BC Liberal MLA Bill Bennett is the first government politician to say what many of us are thinking—it’s time to kill the carbon tax.
As Tom Fletcher reported last week, Bennett (Kootenay East) told the Legislature:
“In fact, I would go a little further and say that the whole policy regime that's based on the notion that the B.C. government can do something about the amount of human-caused carbon dioxide going into the atmosphere should be rethought – again, in my opinion.”
Sadly, Bennett wasn’t speaking for the BC Liberal government, but it’s a start.
The carbon tax is under review this year as the latest increase comes up on July 1st—taking the tax on gasoline, for example, to 6.67 cents per litre.
Meanwhile, BC NDP leader Adrian Dix (he of the 20 point lead in the polls) should welcome Bennett to the anti-carbon tax bandwagon. After all, the NDP campaigned against it in 2009. But as Vaughn Palmer reports, Dix seems to have flip-flopped on the carbon tax:
"Are you going to get rid of the carbon tax?" challenged a caller who identified himself as a 20-year supporter of the NDP during Dix's appearance this week on The Bill Good Show on CKNW radio.
"Everybody is taxed to death here and we're sick of it. If you don't, then I'll have to vote for another party - an independent or the Conservatives."
Give the carbon-tax-haters what they want?
The New Democrats tried that in the last provincial election, as Dix readily recalled.
"The NDP campaigned against it and the Liberals campaigned for it and they won," he reminded the radio audience.
Still, that was then and this is now. "It's easy for people to say I'll get rid of that," acknowledged Dix, particularly with the upstart B.C. Conservatives already pledging to axe the tax should they be elevated to government in 2013.
The carbon tax is, by law, revenue neutral to government. In 2011/12, it brought in $960 million to government, which was tied to $1.15 billion in tax cuts: the low income climate action tax credit, reduction of 5% in the lowest two income tax brackets, a $200 northern and rural homeowner benefit, corporate income tax cuts, and cutting school taxes by 50% for farms and industry.
While tax cuts are always welcome, the carbon tax is more of a shift off urban dwellers on to suburban and rural families. Bennett opposes the carbon tax because he knows his Kootenay East residents are no further ahead—even with a $200 annual benefit.
Time to kill the carbon tax and give British Columbians some much needed tax relief at the gas pump—where our taxes are the highest in North America.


* Problem
Nothing but the lines from the one with "Given a 1024x683" through the end of the data should be set down, each exactly as written, and no picture should be included.

(Collection entries)
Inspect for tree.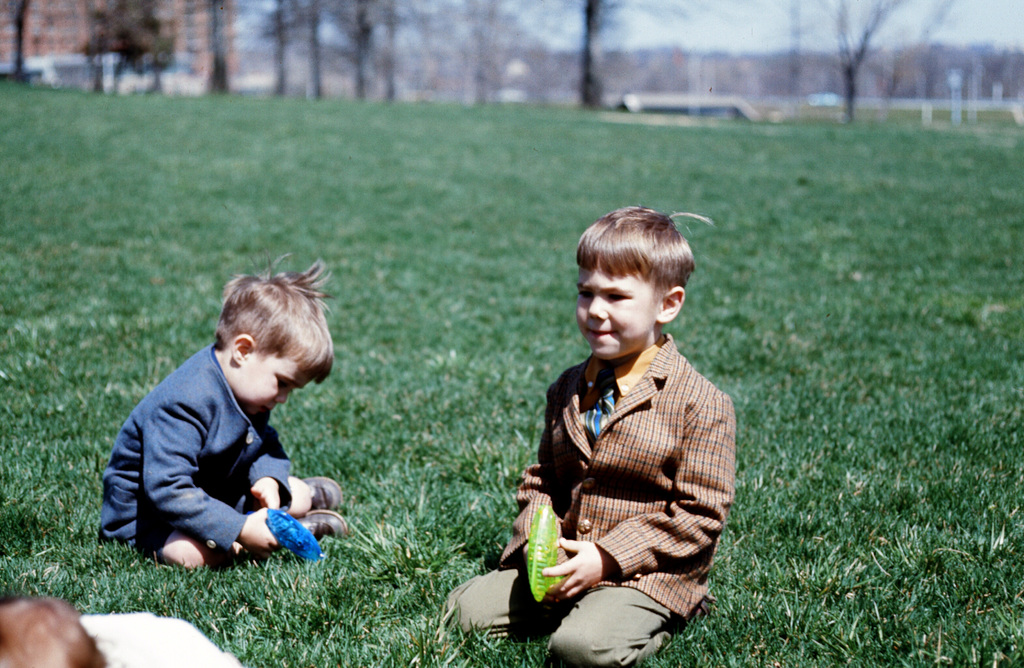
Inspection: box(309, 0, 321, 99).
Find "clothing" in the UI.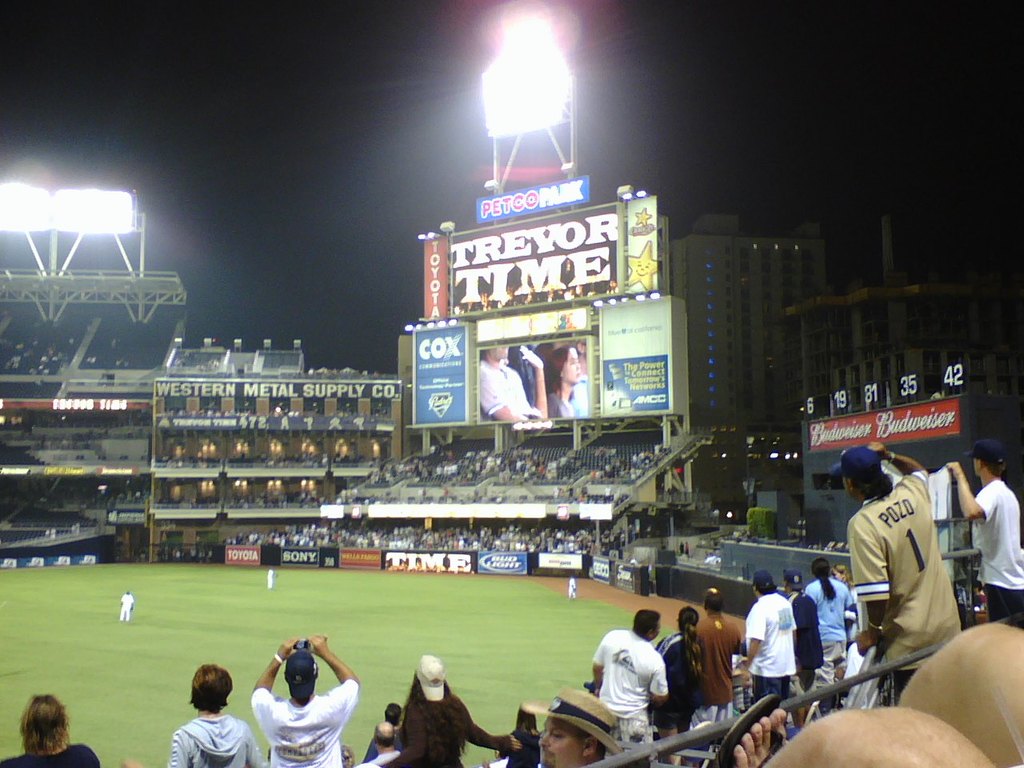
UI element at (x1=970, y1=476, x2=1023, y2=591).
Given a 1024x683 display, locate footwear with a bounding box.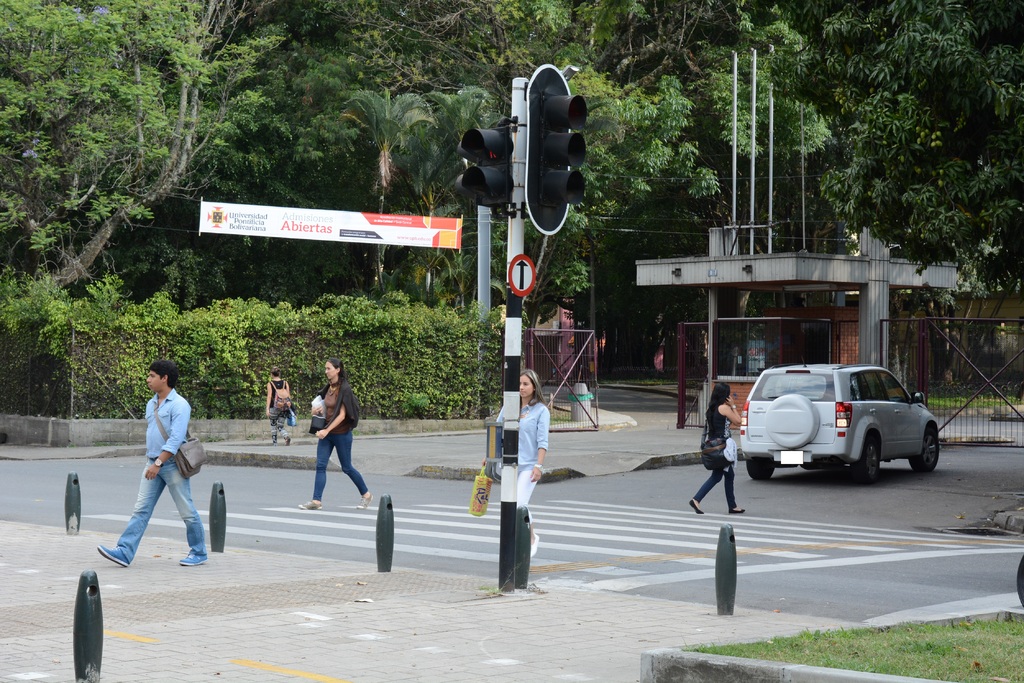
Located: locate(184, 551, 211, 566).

* Written solution
Given a 1024x683 display, locate footwear with a bounding box.
Located: locate(184, 551, 211, 566).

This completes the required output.